Wednesday, October 28, 2009

Using Nofollows in SEO: Controlling Page Rank Passthrough and Avoiding Links to Spam and "Bad Neighborhoods"

Nofollows are a powerful and important tool when thinking about SEO. They are used by adding a rel="nofollow" to a link, for example (courtesy of Wikipedia):
a href="http://www.example.com/" rel="nofollow"

Nofollows should be used to indicate to the search engine that you do not want to pass any authority on to the page the link is pointing to. It either means that the page is one of little importance, or one who you're not necessarily sure you trust and therefore don't want to endorse with a link.

The first case is often done for footer links on your site, or to limit the number of followed links a page has. This is oftentimes mixed up with the practice of "PageRank sculpting" which is a practice that we'll talk about another time and that has unclear value.

The second case is great to employ if you have a site with user-generated content and user-generated links. By no-following things like comments and posts, it discourages spammers to post links from your site pointing to theirs in efforts to boost their own credibility with the search engines. Also, it prevents you from getting penalized by the search engines for (unknowingly) linking to "bad neighborhoods," or sites that are known to be malicious or spammy.

The bottom line? Use nofollows when you point to pages on your site you don't want to pass authority to as well as for most out-going user-generated links that you cannot reliably trust.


*EXERCISE PROMPT:* Go over the records and copy every line with the string "half".

↓↓↓

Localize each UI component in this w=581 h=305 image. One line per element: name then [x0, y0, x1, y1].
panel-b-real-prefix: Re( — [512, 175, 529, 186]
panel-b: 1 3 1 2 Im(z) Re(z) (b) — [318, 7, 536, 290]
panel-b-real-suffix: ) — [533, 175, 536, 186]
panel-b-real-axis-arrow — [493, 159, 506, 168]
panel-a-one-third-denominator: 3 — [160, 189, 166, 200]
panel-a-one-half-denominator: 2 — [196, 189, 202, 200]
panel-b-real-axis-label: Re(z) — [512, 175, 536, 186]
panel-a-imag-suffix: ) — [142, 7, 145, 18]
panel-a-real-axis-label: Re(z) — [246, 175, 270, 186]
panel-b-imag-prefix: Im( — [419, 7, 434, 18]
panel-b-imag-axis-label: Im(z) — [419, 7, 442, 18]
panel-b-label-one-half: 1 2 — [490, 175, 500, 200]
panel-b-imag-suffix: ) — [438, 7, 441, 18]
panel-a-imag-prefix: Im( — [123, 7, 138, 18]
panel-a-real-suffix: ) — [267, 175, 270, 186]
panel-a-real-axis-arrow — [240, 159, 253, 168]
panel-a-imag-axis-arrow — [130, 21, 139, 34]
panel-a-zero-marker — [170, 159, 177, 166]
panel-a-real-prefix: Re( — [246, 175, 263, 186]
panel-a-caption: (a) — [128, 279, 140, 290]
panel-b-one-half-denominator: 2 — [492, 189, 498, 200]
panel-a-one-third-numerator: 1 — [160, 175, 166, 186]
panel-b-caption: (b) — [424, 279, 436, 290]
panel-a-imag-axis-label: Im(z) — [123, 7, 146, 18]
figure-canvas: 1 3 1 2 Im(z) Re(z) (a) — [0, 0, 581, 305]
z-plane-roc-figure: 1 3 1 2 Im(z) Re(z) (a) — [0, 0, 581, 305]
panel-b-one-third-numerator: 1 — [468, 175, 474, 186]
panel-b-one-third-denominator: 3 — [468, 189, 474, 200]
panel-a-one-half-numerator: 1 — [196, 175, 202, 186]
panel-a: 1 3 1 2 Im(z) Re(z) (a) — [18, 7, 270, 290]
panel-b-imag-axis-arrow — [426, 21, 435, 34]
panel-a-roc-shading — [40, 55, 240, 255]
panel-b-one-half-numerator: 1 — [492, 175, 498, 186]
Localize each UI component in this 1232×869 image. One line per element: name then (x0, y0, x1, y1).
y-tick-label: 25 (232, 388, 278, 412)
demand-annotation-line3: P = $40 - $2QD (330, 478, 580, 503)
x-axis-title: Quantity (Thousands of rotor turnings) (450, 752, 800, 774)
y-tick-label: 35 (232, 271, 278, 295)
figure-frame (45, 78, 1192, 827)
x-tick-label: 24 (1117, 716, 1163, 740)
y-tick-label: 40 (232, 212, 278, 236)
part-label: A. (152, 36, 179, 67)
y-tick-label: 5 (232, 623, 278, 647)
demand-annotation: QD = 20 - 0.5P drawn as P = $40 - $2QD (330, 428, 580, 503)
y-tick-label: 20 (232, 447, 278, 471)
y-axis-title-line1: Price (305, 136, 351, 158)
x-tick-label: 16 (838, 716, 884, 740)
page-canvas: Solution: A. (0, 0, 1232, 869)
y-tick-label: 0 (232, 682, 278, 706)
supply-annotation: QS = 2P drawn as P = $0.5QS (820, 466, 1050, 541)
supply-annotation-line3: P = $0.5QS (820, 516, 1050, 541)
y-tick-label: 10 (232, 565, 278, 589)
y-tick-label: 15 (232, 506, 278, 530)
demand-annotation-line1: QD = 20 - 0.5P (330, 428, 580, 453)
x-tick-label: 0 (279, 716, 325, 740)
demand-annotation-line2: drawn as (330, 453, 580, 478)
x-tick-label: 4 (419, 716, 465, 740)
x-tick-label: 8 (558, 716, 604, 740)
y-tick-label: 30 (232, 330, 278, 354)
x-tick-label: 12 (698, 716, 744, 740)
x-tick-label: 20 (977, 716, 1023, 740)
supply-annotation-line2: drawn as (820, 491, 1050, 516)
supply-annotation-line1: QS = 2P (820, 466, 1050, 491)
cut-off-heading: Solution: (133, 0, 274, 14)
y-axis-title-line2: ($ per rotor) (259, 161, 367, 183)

↑↑↑

*EXERCISE ANSWER:*
panel-a-one-half-denominator: 2 — [196, 189, 202, 200]
panel-b-label-one-half: 1 2 — [490, 175, 500, 200]
panel-b-one-half-denominator: 2 — [492, 189, 498, 200]
panel-a-one-half-numerator: 1 — [196, 175, 202, 186]
panel-b-one-half-numerator: 1 — [492, 175, 498, 186]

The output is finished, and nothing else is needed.